CLOUD:
Catastrophic
Loss
Of
Uncontrollable
Data
A classified toolkit for potentially accessing US military intelligence networks was left exposed to the public internet, for anyone to find, according to security researchers today. A Linux-based virtual machine designed to safely receive and handle secret material, and connect to protected Pentagon computers, was discovered …
Tell me Evgeni and the Millions of Russian Hackers were involved somehow. Please. Pretty please. Can't we blame yet another stupidity resulting from abject incompetence on them somehow? No. Pity.
In any case, this explains why Amazon now has to provide a "Secret Region". Frankly, that is the only way the agency files can be kept safe. Quite clearly, they themselves do not have the competence to do so.
No no it's clearly Sarah Palin, pal of the Trump who can see Russia through her window. As such interesting and very astonishing as it seems to imply Trump can't be totally stupid as he can detect even something even more so. So lets wait and see if Trump is a Russia or Linux user.
What does Kaspersky have to do with any of this?
I admire your flawless logic: Kaspersky isn't involved in this security breach, therefore Kaspersky is, by definition, innocent of any security breach, known or unknown. Q.E.D.
You should tell your employer to come up with better bullshit next time. You seem much too eager to bring up Kaspersky for no obvious reason. A.k.a. the lady doth protest too much.
I have to wonder how much else is out there, not just on S3, which gets all the attention, but also all the other services where material is shareable via a web URL and access control is not baked into the client in the same way as it is on the server.
- Google docs
- Dropbox
- SharePoint (not sure about this one, maybe AD auth makes it happen magically, but I never understood it)
Dollars to donuts if someone went poking around the URL space for these servers they would find things they should not.
Yet another one.
Despite the default being unable to do this, and Amazon even adding color coded flags to alert you when you change it.
Who or whatever could be doing this?
Once is an accident, twice is a coincidence, three times is stupidity, but constantly? Geez, who keeps pissing off the BOFH?
Forget for a moment it being on a unsecured bucket. Why is such material even in the cloud on a 3rd party hosting resource?
The rules are, once its uploaded somewhere outside your ownership and direct control, you have lost control. Simple as.
This fail cant be fixed by clickying a few flags on the container, only obscured a little.
So the USDoD built SIPRNET (as opposed to MILNET/NIPRNET) and various "high side"/TS networks with all kinds of bells and whistles. The problem with using these dedicated/hardened networks, and what these tools were trying to address, was how to get actionable intelligence quickly to/from the field. The more hoops to jump through, the older the intel gets, and the less useful/valuable it is. (insert misattributed Forrest quote "fustest with the mostest" here)
Labeling the container "INSCOM" in the clear wasn't *quite* as stupid as labeling it SIPR or somesuch, but I can see a lot of scenarios where it would be nice to, while you're really forward deployed, be able to get to tools, and the only thing you need is the local dishwalla (or whatever the Iraqi/Afghan/ME equivalent is) and a suitably hardened IronKey or somesuch.
Ah well, you (hopefully) learn something new every day, hopefully at somebody else's expense :-)
First off... equipment/software used for encrypted communication isn't classified as long as the keys aren't valid. The keys are changed quite often or valid for one use, so the chance they are still valid isn't likely.
It also doesn't make sense this is placed in a cloud, and not installed on a laptop.
Don't rule out the chance this is a honeypot of sorts. Run the applications at your own risk.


YOUR ASSIGNMENT: Reproduce verbatim all of the data given below, but do not carry over the images.

DATA FOR ANALYSIS:
━━━━━━━━━━━━━━━━
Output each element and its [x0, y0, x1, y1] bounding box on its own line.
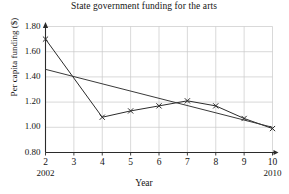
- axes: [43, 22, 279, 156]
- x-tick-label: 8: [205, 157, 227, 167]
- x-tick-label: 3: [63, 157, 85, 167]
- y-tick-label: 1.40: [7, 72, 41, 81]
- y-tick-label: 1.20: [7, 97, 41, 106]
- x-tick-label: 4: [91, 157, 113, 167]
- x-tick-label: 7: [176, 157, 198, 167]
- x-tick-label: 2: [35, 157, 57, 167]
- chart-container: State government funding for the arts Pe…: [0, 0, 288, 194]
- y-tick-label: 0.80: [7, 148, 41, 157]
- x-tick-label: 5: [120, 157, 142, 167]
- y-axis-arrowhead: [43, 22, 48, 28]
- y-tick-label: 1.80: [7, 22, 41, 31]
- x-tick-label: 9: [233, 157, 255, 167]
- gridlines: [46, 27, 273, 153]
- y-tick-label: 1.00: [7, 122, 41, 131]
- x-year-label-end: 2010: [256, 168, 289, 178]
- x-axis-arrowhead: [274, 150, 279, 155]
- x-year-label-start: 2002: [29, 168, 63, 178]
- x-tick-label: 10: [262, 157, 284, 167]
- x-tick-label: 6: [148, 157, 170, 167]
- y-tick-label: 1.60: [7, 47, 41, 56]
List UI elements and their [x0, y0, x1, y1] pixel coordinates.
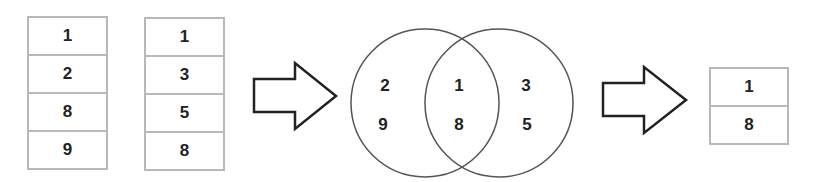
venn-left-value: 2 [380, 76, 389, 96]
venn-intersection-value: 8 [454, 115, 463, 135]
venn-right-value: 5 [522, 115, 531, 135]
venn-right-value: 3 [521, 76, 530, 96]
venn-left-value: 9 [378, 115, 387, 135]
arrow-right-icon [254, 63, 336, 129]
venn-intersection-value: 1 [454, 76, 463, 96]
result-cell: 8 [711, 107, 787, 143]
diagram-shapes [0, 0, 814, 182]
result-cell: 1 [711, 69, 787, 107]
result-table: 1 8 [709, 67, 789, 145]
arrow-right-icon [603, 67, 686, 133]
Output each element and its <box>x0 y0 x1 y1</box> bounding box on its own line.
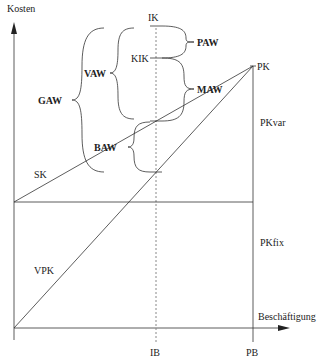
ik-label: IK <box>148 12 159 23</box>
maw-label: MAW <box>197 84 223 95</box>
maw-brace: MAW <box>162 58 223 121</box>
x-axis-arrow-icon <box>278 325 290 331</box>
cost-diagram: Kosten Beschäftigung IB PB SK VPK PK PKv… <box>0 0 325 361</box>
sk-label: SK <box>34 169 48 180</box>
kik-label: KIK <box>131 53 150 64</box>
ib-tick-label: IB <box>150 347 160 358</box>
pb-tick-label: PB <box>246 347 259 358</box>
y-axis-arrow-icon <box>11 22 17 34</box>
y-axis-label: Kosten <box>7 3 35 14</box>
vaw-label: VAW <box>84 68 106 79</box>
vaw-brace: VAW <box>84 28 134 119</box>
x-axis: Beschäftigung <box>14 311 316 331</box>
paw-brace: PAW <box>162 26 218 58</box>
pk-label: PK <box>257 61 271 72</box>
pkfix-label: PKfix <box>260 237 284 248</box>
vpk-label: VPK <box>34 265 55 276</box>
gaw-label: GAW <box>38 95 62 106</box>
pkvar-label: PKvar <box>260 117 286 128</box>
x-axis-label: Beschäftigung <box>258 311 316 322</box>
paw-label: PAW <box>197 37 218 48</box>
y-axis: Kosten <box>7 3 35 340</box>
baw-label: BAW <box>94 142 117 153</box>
━━━━━━━━━━━━━━━━
SOLUTION FOR THIS TASK:
Output each element and its [x0, y0, x1, y1] bounding box on its own line.
- axes: [43, 22, 279, 156]
- x-tick-label: 8: [205, 157, 227, 167]
- x-tick-label: 3: [63, 157, 85, 167]
- y-tick-label: 1.40: [7, 72, 41, 81]
- y-tick-label: 1.20: [7, 97, 41, 106]
- x-tick-label: 4: [91, 157, 113, 167]
- x-tick-label: 7: [176, 157, 198, 167]
- x-tick-label: 2: [35, 157, 57, 167]
- chart-container: State government funding for the arts Pe…: [0, 0, 288, 194]
- y-tick-label: 0.80: [7, 148, 41, 157]
- x-tick-label: 5: [120, 157, 142, 167]
- y-axis-arrowhead: [43, 22, 48, 28]
- y-tick-label: 1.80: [7, 22, 41, 31]
- x-tick-label: 9: [233, 157, 255, 167]
- gridlines: [46, 27, 273, 153]
- y-tick-label: 1.00: [7, 122, 41, 131]
- x-year-label-end: 2010: [256, 168, 289, 178]
- x-axis-arrowhead: [274, 150, 279, 155]
- x-year-label-start: 2002: [29, 168, 63, 178]
- x-tick-label: 10: [262, 157, 284, 167]
- x-tick-label: 6: [148, 157, 170, 167]
- y-tick-label: 1.60: [7, 47, 41, 56]
List UI elements and their [x0, y0, x1, y1] pixel coordinates.
venn-left-value: 2 [380, 76, 389, 96]
venn-intersection-value: 8 [454, 115, 463, 135]
venn-right-value: 5 [522, 115, 531, 135]
venn-right-value: 3 [521, 76, 530, 96]
venn-left-value: 9 [378, 115, 387, 135]
arrow-right-icon [254, 63, 336, 129]
venn-intersection-value: 1 [454, 76, 463, 96]
result-cell: 8 [711, 107, 787, 143]
diagram-shapes [0, 0, 814, 182]
result-cell: 1 [711, 69, 787, 107]
result-table: 1 8 [709, 67, 789, 145]
arrow-right-icon [603, 67, 686, 133]
Output each element and its <box>x0 y0 x1 y1</box> bounding box on its own line.
ik-label: IK <box>148 12 159 23</box>
maw-label: MAW <box>197 84 223 95</box>
maw-brace: MAW <box>162 58 223 121</box>
x-axis-arrow-icon <box>278 325 290 331</box>
cost-diagram: Kosten Beschäftigung IB PB SK VPK PK PKv… <box>0 0 325 361</box>
sk-label: SK <box>34 169 48 180</box>
kik-label: KIK <box>131 53 150 64</box>
ib-tick-label: IB <box>150 347 160 358</box>
pb-tick-label: PB <box>246 347 259 358</box>
y-axis-arrow-icon <box>11 22 17 34</box>
y-axis-label: Kosten <box>7 3 35 14</box>
vaw-label: VAW <box>84 68 106 79</box>
vaw-brace: VAW <box>84 28 134 119</box>
x-axis: Beschäftigung <box>14 311 316 331</box>
paw-brace: PAW <box>162 26 218 58</box>
pk-label: PK <box>257 61 271 72</box>
pkfix-label: PKfix <box>260 237 284 248</box>
vpk-label: VPK <box>34 265 55 276</box>
gaw-label: GAW <box>38 95 62 106</box>
pkvar-label: PKvar <box>260 117 286 128</box>
x-axis-label: Beschäftigung <box>258 311 316 322</box>
paw-label: PAW <box>197 37 218 48</box>
y-axis: Kosten <box>7 3 35 340</box>
baw-label: BAW <box>94 142 117 153</box>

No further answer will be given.